Senior Specialist at the Ankaful Psychiatric Hospital, Dr Kwaw Armah-Arloo described the programme a highly recommendable and great, and that, it would help the District health officials offer enhanced services to patients who could not access services from the country’s three main Psychiatric hospitals.
“The main aim for the outreach focuses on Doctors engaging with patients at the various districts and it has being achieved,” he said.
“Psychiatric Doctors normally remained in the three main government hospitals but through this outreach programme, they now get closer to the patients at the various districts to enable them to be examined well,” he added.
The Psychiatric Specialist, however, called for removal of numerous challenges facing the psychiatric hospitals to enable healthcare workers to provide optimum health services to mental patients.
He named acute shortage of doctors and supporting staff, insufficient logistics and medications and lack of motivation to attract young graduates into the psychiatric profession, as some of the many problems militating against effective and efficient provision of psychiatric services to patients in Ghana.
“There’s shortage of doctors and staff, the various hospitals are under-resourced and no motivation to enable the youth to be interested in the profession,” he said.
Dr Armah-Arloo called for a review of the free medical care for mental patients since government was finding it difficult to supply medications and logistics to hospitals for better mental healthcare delivery.
He also urged government to institute possible measures that would make the profession attractive to “the young ones” and ensure speedy approval of legislative instrument for the effective implementation of the mental health law.
The lack of progress in getting the LI approved for the past five years has impaired full implementation of the provisions of the Act (Act 846) passed in 2012 to provide effective and efficient mental health delivery.
Persons with mental illness are supposed to have separate wards at health facilities but that is not the case due to lack of required infrastructure and logistics.
Mr Sunday Anaba, the Project Officer of the BasicNeeds Outreach Programme, said the programme helped bring together several core mental patients in hinterlands and various prayer camps in the district to receive treatment at the hospital.
“The modules of BasicNeeds, is to attend to the needs of all persons with mental disability and give them treatment, we build their capacity to help them access improved livelihoods,” he said.

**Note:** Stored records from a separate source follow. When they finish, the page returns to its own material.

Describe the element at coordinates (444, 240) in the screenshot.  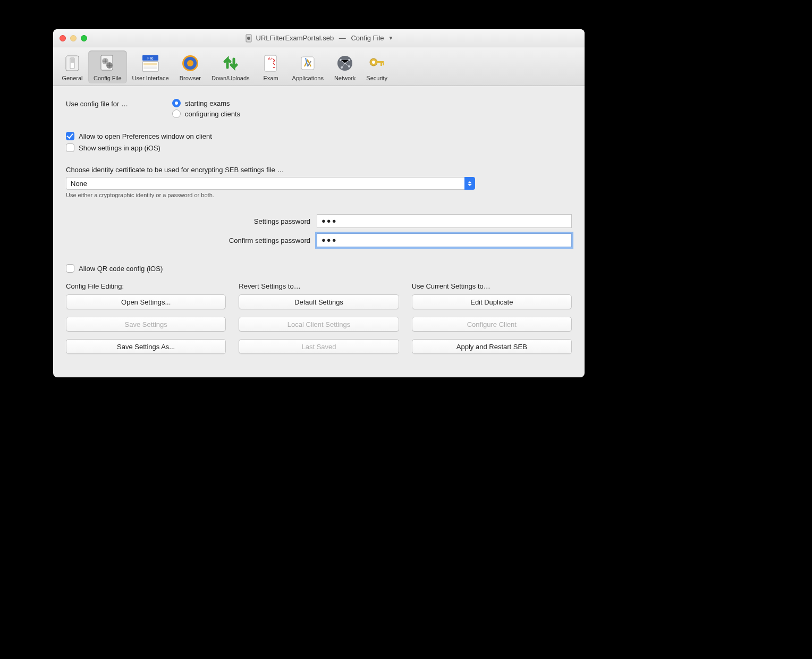
I see `confirm-password-field: ●●●` at that location.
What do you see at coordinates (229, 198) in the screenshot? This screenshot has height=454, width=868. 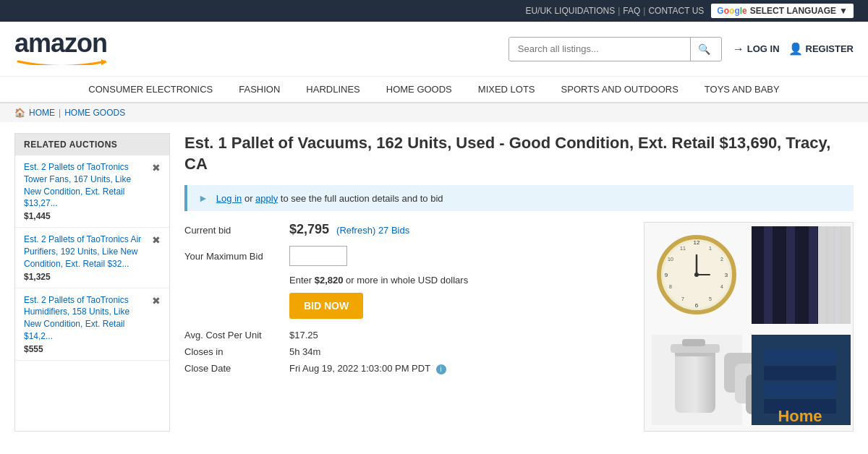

BasicNeeds has expressed its desire and prepared to offer more assistance to mental patients, however, it is constrained by funding to reach the many Ghanaian remote communities to offer help to patients who cannot access services from distant health facilities.
The Department for International Development (DFID) is funding the project titled: “Strengthening non-formal services and practices to enhance community mental health in Ghana.”
He called on other funding agencies to support BasicNeeds to reach out to many more communities and step up its advocacy in curbing problems confronting mental healthcare patients in the country.
Participants also commended the outreach programme for its assistance to the District, mental patients and the Hospital, and expressed the wish that similar NGOs in the field would emulate BasicNeeds to improve services and cut down stigmatization facing mental patients.